Sophomore Gabriel Young was woken up in the middle of the night last month in San Jose, California, from dry thunder and lightning storms, which sparked the second-largest wildfire in California’s recorded history.
Young, who is currently taking classes remotely, said he slept next to a packed backpack and luggage for a week in mid-August after receiving an evacuation warning and watching his neighbors up the road evacuate. When classes began, he said he struggled to stay motivated and focused as the fires ripped through five California counties and thousands of acres of land.
“Although I am doing internships within my area, it just made it even harder to focus and be productive,” Young said. “When your conditions around you are just uncertain, not only from the [Black Lives Matter] movements but with COVID too, adding another stress factor onto me just made it very hard to concentrate and take it all in.”
Images of glowing orange skies and smoky, ash-filled air saturated the news in late August after wildfires spread along the West Coast. The fires have continued to worsen air quality in the region – cities like Portland, Oregon, and Seattle topped worldwide lists for having the worst air quality in mid-September, and smoke from the fires has spread all the way to D.C.
More than 10 students taking classes in California, Oregon and Washington said they began their semester facing “extreme” heat waves and knowledge of at least one wildfire near them. Students said power outages and poor air quality have distracted them from schoolwork, bringing on another layer of stress for their families affected by the fires.
“Whether it’s the fact that I might lose power for multiple days at a time and not be able to keep up with my online classes, or that my 90-year-old grandmother may need assistance evacuating but we can’t come in direct contact with her because of the virus, a lot of unfortunate and largely unnecessary situations are occurring, which is very stressful.”
Sophomore Prerna Agarwal, an international affairs major also from San Jose, California, said she remembers crying from the toxicity in the air quality around her when she went outside during the peak of the fires in August. She said it was “impossible” to leave her house for days because of poor air quality and intense heat waves.
Air quality poses little or no health risk when the air quality index is between 51 and 100. At 101 to 150 – which Agarwal’s region reached – the air is considered unhealthy for sensitive groups like the elderly, children and people with lung disease.
“I ended up staying indoors during most of the fires, and I am very grateful that I had a space to be able to do so,” Agarwal said in an email. “They did have to intermittently turn off WiFi, which made it challenging to engage in online school or finish work.”
Agarwal said it was “heartbreaking” to see places she had hiked burnt. She said she struggled to focus in her classes due to power outages brought on by the heat, evacuation concerns and anxiety from the fires’ destruction.
“The media exacerbated that fear with visuals of neighborhood forests or orange skies, and there was fairly vague or convoluted information coming from our city, which added to the stress of not knowing exactly what would happen,” Agarwal said. “It was so difficult to justify doing my history readings when the sky right outside my window was hued orange, and I had no idea whether we would have to evacuate next.”
Adriana Tapia, a senior studying political science and French from Sammamish, Washington, said she moved to D.C. before the fires and has had to rely on her dad back home and the news for information about the wreckage occurring in her region. She said seeing photos of Seattle covered in gray ash was “distressing,” especially because she couldn’t relate her concerns to her roommates who aren’t from West Coast states.
“It was really sad,” Tapia said. “I almost felt a little guilty for leaving. I’m probably one of the only ones I know for my circle of friends that actually went back to their college town. It was just like the hard aspects of being away from home and the consequences of my roommates not really fully grasping and understanding the severity of it.”
Freshman Lauren Nixon, a journalism and mass communication major, said she experienced poor air quality for four to six weeks when the fires were closest to Orinda, California, where she is currently staying. She said the air was hazy and smelled like smoke from the Dolan Fire and SCU Lightning Complex, making it difficult to be outside without getting a headache.
Nixon said the wildfires exacerbated her anxiety, affecting her ability to stay focused on school work. She said she didn’t need any extensions for her classes but is worried if she isn’t able to connect to the Internet while experiencing longer power outages in October or November.
“While there have been scares about needing to evacuate my community for the past three years, this year poses extra problems because of the pandemic,” Nixon said. “Whether it’s the fact that I might lose power for multiple days at a time and not be able to keep up with my online classes, or that my 90-year-old grandmother may need assistance evacuating but we can’t come in direct contact with her because of the virus, a lot of unfortunate and largely unnecessary situations are occurring, which is very stressful.”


What is needed: Within the listing below, filter for "name" and copy every matching line.

******************************

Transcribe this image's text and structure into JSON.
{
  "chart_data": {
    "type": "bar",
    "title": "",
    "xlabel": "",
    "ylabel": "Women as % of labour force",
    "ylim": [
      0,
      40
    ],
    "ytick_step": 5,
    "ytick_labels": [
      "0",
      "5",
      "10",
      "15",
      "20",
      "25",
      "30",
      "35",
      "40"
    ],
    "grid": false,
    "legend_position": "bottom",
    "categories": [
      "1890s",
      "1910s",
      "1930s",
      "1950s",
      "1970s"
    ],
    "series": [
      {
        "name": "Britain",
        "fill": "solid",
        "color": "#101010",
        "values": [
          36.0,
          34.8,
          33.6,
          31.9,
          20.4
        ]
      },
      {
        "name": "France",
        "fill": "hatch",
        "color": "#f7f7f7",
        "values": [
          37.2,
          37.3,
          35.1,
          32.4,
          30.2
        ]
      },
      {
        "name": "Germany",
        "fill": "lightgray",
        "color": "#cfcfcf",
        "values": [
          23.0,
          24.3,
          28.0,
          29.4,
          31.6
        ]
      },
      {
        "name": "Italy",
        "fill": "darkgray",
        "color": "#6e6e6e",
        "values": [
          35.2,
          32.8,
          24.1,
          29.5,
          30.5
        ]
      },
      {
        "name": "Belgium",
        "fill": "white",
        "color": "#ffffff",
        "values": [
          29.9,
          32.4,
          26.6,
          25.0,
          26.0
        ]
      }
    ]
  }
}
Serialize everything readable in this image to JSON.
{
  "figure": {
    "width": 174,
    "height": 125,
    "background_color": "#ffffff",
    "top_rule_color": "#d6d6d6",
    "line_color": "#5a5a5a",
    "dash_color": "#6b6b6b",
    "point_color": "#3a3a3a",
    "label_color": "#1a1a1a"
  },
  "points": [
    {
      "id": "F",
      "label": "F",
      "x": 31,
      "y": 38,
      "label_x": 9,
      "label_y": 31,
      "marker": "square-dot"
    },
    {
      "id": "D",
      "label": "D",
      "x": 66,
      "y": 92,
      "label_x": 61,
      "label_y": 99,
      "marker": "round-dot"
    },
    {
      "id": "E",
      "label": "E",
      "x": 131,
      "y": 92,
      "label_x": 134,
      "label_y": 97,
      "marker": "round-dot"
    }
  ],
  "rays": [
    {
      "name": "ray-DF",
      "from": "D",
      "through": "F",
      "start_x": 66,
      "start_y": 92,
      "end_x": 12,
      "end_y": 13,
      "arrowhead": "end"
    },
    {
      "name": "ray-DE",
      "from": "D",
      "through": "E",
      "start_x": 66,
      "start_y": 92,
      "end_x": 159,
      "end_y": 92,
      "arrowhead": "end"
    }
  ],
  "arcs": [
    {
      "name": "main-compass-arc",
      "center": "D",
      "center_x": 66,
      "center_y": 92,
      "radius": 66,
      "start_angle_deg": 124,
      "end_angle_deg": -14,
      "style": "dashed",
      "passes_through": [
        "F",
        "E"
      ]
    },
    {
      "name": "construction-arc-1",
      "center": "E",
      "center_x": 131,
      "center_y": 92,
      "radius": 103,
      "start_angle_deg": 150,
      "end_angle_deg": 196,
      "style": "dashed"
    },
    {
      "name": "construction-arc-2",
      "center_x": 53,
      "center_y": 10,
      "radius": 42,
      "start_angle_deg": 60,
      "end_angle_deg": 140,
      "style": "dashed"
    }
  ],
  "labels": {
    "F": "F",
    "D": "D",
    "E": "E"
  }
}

******************************

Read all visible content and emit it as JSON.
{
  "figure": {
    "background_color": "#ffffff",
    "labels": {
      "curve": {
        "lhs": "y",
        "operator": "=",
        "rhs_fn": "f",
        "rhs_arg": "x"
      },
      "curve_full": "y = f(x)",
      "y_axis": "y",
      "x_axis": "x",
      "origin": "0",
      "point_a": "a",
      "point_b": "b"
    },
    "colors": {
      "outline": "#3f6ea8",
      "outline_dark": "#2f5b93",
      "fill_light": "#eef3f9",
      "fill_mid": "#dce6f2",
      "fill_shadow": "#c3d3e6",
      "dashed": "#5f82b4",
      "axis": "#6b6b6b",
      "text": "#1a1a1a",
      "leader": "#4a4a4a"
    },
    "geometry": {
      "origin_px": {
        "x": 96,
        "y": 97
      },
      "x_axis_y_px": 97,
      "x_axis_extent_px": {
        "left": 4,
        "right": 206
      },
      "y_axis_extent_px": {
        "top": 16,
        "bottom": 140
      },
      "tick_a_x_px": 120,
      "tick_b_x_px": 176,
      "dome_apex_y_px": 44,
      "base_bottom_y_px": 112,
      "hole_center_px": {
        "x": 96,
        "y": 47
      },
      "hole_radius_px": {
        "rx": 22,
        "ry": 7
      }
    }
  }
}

******************************

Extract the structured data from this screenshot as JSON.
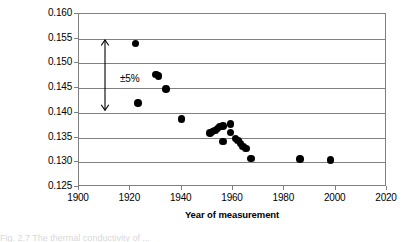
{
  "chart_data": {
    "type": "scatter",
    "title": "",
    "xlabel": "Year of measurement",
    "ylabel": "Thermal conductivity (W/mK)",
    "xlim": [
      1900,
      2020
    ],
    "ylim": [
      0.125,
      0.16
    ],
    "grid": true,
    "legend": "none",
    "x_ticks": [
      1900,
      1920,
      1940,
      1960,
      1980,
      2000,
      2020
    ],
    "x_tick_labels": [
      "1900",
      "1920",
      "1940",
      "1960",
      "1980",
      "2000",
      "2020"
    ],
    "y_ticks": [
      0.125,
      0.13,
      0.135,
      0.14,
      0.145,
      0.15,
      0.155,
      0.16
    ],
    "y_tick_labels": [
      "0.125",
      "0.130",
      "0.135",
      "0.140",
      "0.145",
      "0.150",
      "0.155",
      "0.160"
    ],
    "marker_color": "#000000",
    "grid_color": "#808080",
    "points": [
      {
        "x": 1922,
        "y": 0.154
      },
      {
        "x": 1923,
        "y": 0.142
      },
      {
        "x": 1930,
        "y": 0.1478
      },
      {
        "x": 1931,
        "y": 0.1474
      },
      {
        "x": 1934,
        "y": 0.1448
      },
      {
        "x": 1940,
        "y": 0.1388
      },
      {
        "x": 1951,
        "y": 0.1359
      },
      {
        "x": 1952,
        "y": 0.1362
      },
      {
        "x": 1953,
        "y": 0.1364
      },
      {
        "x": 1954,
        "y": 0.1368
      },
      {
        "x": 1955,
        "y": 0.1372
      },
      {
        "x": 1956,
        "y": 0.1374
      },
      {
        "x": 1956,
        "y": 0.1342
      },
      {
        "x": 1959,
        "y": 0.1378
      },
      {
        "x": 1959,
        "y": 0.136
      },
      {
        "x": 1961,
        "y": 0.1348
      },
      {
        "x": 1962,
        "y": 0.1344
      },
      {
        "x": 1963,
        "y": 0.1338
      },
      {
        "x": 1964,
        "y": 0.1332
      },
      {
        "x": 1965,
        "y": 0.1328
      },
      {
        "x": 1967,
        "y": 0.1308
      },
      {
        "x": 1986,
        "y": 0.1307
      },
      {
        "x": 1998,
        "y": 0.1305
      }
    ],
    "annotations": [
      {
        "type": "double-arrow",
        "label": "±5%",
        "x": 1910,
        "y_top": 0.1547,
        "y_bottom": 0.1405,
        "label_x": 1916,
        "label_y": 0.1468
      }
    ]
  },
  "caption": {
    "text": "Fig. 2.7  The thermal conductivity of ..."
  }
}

******************************

Reply:
        "name": "Britain",
        "name": "France",
        "name": "Germany",
        "name": "Italy",
        "name": "Belgium",
      "name": "ray-DF",
      "name": "ray-DE",
      "name": "main-compass-arc",
      "name": "construction-arc-1",
      "name": "construction-arc-2",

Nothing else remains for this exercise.